This course focused on the poetry and fiction of the Canadian writer and poet, Margaret Atwood. The writer of this essay was allowed to select her own topic – not advisable, unless you really know what you are doing! For more advice on setting your own essay topic, have a look at the Guide To Writing a Basic Essay web-site.

University of the Witwatersrand

ENGL 206

Discuss the role of seeing and knowing in a selection of Atwood's poems.


In reading Atwood's poetry, I am often left with a sense of her own frustration (or perhaps dissatisfaction is a better word) with the world she views around her. I wondered about the concept of delving below the surface, a concept that obviously fascinates Atwood since she entitled her 1972 novel Surfacing.

I thought too about the mask we present to the world in opposition to our "real" or "inner" selves, brought to life so dazzlingly in her debut novel The Edible Woman. In the book, the lead character Marian constantly represses her true feelings and stifles her scathing observations about her dull fiance Peter and her co-workers at a market research company who represent, for Marian, the grim and limited options available to women in the sixties. ("I don''t consider it feminism; I just consider it social realism.... it is just social reporting. It was written in 1965 and that''s what things were like in 1965." ) In The Edible Woman, Atwood suggests that a fate of boredom, mediocrity and blandness is inevitable for Marian unless she breaks free, and this seems to re-enforce Atwood's interest in mythology - not only myths such as fables and folk-lore, but also myths about modern existence, myths about normality and myths about gender roles. In other words, cultural myths.

Reading her novels and her poetry, it occurred to me that all these themes seem to relate to a central theme in Atwood's work - but most particularly in her poetry, and that is the theme of looking, of seeing, of watching: looking as a form of penetration into a person or situation's deeper levels, looking as a source of frustration and misunderstanding, looking and its links with the notions of visibility and invisibility, looking as a form of control and superiority. With the examination of several of her poems across the years, I will examine how Atwood places enormous emphasis on the eye, and yet constantly highlights the limitations and unreliability of perception. Her relationship with seeing and not seeing is sometimes overt and obvious, sometimes subtle and indirect, but occurs again and again in her work.
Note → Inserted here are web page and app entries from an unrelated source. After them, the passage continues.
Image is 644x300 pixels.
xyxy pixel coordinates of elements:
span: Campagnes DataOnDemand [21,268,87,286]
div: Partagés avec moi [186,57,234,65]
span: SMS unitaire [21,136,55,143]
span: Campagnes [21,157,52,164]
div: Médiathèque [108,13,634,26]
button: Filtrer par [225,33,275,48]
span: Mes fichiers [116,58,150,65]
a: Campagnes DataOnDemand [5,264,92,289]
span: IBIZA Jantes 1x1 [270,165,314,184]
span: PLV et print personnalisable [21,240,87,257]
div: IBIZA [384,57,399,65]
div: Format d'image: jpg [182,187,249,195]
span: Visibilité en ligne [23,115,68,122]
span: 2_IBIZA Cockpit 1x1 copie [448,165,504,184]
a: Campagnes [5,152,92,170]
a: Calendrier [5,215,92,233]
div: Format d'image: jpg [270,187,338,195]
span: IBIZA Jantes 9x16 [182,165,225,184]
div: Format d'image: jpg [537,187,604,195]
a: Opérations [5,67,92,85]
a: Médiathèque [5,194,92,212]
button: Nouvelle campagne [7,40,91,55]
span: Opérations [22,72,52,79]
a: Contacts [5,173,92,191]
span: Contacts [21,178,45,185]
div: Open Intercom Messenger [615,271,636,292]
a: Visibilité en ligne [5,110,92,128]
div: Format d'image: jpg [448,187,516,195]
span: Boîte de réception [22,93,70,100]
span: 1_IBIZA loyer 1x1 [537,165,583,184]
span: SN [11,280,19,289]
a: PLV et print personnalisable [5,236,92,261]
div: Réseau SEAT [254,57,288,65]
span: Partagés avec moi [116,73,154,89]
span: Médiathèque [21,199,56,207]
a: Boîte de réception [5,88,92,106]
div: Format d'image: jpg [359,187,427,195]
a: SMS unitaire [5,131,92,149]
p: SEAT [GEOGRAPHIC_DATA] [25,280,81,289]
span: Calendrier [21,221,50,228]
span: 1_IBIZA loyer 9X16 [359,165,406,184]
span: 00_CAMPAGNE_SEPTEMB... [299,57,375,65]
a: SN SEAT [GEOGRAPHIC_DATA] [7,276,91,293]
Many of Atwood's poems have a real sense of progression about them - her poetry definitely develops a central idea and often tells a story, although this does not mean she shies away from dealing with the cyclic nature of life - indeed, the title alone of her first poetry book, The Circle Game shows how she accepts that progression and development is very often cyclical. Nevertheless, this "progression" often presents us with the scenario where a subject is looking but not truly seeing or understanding what is being looked at, and then looking harder, further, deeper, more intensely and thus having more revealed to the subject about the object. This results in a more complex and rewarding understanding of the person or situation being examined.
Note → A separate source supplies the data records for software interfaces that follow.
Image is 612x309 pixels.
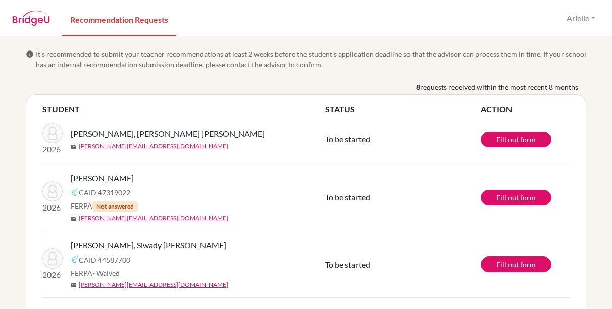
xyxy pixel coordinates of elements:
[26,50,34,58] span: info
[71,282,77,288] span: mail
[325,192,370,202] span: To be started
[12,11,50,26] img: BridgeU logo
[79,187,130,198] span: CAID 47319022
[325,259,370,269] span: To be started
[92,269,120,277] span: - Waived
[42,103,325,115] th: STUDENT
[92,201,138,212] span: Not answered
[42,248,63,269] img: Kamal, Siwady Handal
[71,239,226,251] span: [PERSON_NAME], Siwady [PERSON_NAME]
[71,216,77,222] span: mail
[481,256,551,272] a: Fill out form
[71,128,265,140] span: [PERSON_NAME], [PERSON_NAME] [PERSON_NAME]
[481,132,551,147] a: Fill out form
[71,188,79,196] img: Common App logo
[36,48,586,70] span: It’s recommended to submit your teacher recommendations at least 2 weeks before the student’s app...
[325,134,370,144] span: To be started
[42,143,63,155] p: 2026
[42,269,63,281] p: 2026
[71,144,77,150] span: mail
[42,123,63,143] img: Ruben, Godoy Coto
[79,214,228,223] a: [PERSON_NAME][EMAIL_ADDRESS][DOMAIN_NAME]
[71,268,120,278] span: FERPA
[42,181,63,201] img: Gutierrez, David
[79,142,228,151] a: [PERSON_NAME][EMAIL_ADDRESS][DOMAIN_NAME]
[325,103,481,115] th: STATUS
[481,103,569,115] th: ACTION
[416,82,420,92] b: 8
[62,2,176,36] a: Recommendation Requests
[71,172,134,184] span: [PERSON_NAME]
[71,200,138,212] span: FERPA
[79,254,130,265] span: CAID 44587700
[420,82,578,92] span: requests received within the most recent 8 months
[481,190,551,205] a: Fill out form
[562,9,600,28] button: Arielle
[79,280,228,289] a: [PERSON_NAME][EMAIL_ADDRESS][DOMAIN_NAME]
[71,255,79,264] img: Common App logo
[42,201,63,214] p: 2026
Her poem, Against Still Life - a poem very close to my heart - illustrates this well. The poem is (on a very simplistic level) about the frustration of looking at and attempting to appreciate a still-life painting. Atwood is dissatisfied with the gross reductionalism of the two-dimensional painting of an orange because it can never capture the complexities and sensuality of the reality. She then extends this comparison to her lover, or a loved one at least, and describes her need to taste him and experience all of him, to "crack his skull" to get inside and know his real thoughts.

By choosing to name a style of visual art ("Still Life") in the title of her poem, Atwood immediately summons up connotations of looking. The painting's title, implied by the first line "Orange in the middle of a table," summons up the image of a painting which ought to be viewed passively - but Atwood challenges this way of looking at once. She writes:

"It isn't enough/ to walk around it/ at a distance, saying/ it's an orange/ nothing to do/ with us, nothing/ else: leave it alone."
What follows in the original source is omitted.